Concept

4-4-0

4-4-0 is a locomotive type with a classification that uses the Whyte notation for the classification of steam locomotives by wheel arrangement and represents the arrangement: four leading wheels on two axles (usually in a leading bogie), four powered and coupled driving wheels on two axles, and a lack of trailing wheels. Due to the large number of the type that were produced and used in the United States, the 4-4-0 is most commonly known as the American type, but the type subsequently also became popular in the United Kingdom, where large numbers were produced. Almost every major railroad that operated in North America in the first half of the 19th century owned and operated locomotives of this type. The first use of the name American to describe locomotives of this wheel arrangement was made by Railroad Gazette in April 1872. Prior to that, this wheel arrangement was known as a standard or eight-wheeler. This locomotive type was so successful on railroads in the United States that many earlier and locomotives were rebuilt as 4-4-0s by the middle of the 19th century. Several 4-4-0 tank locomotives were built, but the vast majority of locomotives of this wheel arrangement were tender engines. Five years after new locomotive construction had begun at the West Point Foundry in the United States with the Best Friend of Charleston in 1831, the first 4-4-0 locomotive was designed by Henry R. Campbell, at the time the chief engineer for the Philadelphia, Germantown and Norristown Railway. Campbell received a patent for the design in February 1836 and soon set to work building the first 4-4-0. At the time, Campbell's 4-4-0 was a giant among locomotives.

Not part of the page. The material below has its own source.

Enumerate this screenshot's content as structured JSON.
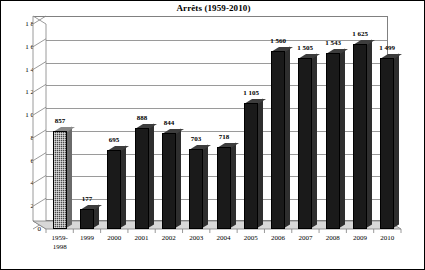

Its cylinders had a bore with a piston stroke, it boasted driving wheels, could maintain of steam pressure and weighed . Campbell's locomotive was estimated to be able to pull a train of at on level track, outperforming the strongest of Baldwin's s in tractive effort by about 63%. However, the frame and driving gear of his locomotive proved to be too rigid for the railroads of the time, which caused Campbell's prototype to be derailment-prone.